Simple Example
Drools provides the DefaultWorkingMemoryEventListener which is an empty method implementation of WorkingMemoryEventListener.:

To execute code when an event is generated we override any of the above methods. All event objects return references back to the working memory. The following example shows how we can listen to when an object is asserted into the WorkingMemory.
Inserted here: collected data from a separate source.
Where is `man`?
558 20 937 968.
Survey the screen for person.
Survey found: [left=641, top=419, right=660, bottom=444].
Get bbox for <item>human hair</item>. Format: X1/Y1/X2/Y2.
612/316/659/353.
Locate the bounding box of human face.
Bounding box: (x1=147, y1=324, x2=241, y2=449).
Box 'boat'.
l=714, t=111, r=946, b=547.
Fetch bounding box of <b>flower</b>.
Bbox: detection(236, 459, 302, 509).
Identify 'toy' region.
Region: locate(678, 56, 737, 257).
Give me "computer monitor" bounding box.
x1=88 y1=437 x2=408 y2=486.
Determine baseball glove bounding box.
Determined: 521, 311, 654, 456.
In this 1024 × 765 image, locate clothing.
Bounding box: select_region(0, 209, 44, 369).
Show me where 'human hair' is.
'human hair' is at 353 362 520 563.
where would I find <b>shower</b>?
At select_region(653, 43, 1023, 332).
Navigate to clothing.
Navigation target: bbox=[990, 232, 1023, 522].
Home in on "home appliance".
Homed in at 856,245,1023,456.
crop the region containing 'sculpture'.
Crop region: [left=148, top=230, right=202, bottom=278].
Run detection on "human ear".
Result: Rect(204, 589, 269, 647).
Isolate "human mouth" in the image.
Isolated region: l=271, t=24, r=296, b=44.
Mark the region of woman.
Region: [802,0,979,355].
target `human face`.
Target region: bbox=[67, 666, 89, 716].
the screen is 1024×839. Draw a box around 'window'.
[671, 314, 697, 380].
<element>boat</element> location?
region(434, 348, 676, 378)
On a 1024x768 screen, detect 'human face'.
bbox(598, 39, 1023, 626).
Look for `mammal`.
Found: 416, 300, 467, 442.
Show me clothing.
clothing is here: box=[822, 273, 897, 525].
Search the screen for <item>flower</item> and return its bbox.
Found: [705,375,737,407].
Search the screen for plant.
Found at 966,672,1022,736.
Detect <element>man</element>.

WorkingMemoryEventListener listener = new DefaultWorkingMemoryEventListener() { public void objectAsserted(ObjectAssertedEvent event) { System.out.println("asserted " + event.getFactHandle() + ":" event.getObject()); } }; workingMemory.addEventListener(listener);
Debug Example
Events can be used for debugging, to help with this drools provides the DebugWorkingMemoryEventListener class:
public class DebugWorkingMemoryEventListener implements WorkingMemoryEventListener { public DebugWorkingMemoryEventListener() { // intentionally left blank } public void objectAsserted(ObjectAssertedEvent event) { System.err.println( event ); } public void objectModified(ObjectModifiedEvent event) { System.err.println( event ); } public void objectRetracted(ObjectRetractedEvent event) { System.err.println( event ); } public void conditionTested(ConditionTestedEvent event) { System.err.println( event ); } public void activationCreated(ActivationCreatedEvent event) { System.err.println( event ); } public void activationCancelled(ActivationCancelledEvent event) { System.err.println( event ); } public void activationFired(ActivationFiredEvent event) { System.err.println( event ); } }
Each event object already has a toString() method to print information about itself, to use the class :
workingMemory.addEventListener(new DebugWorkingMemoryEventListener());
The HelloWorld example shows the Event Model being used to provide debug information.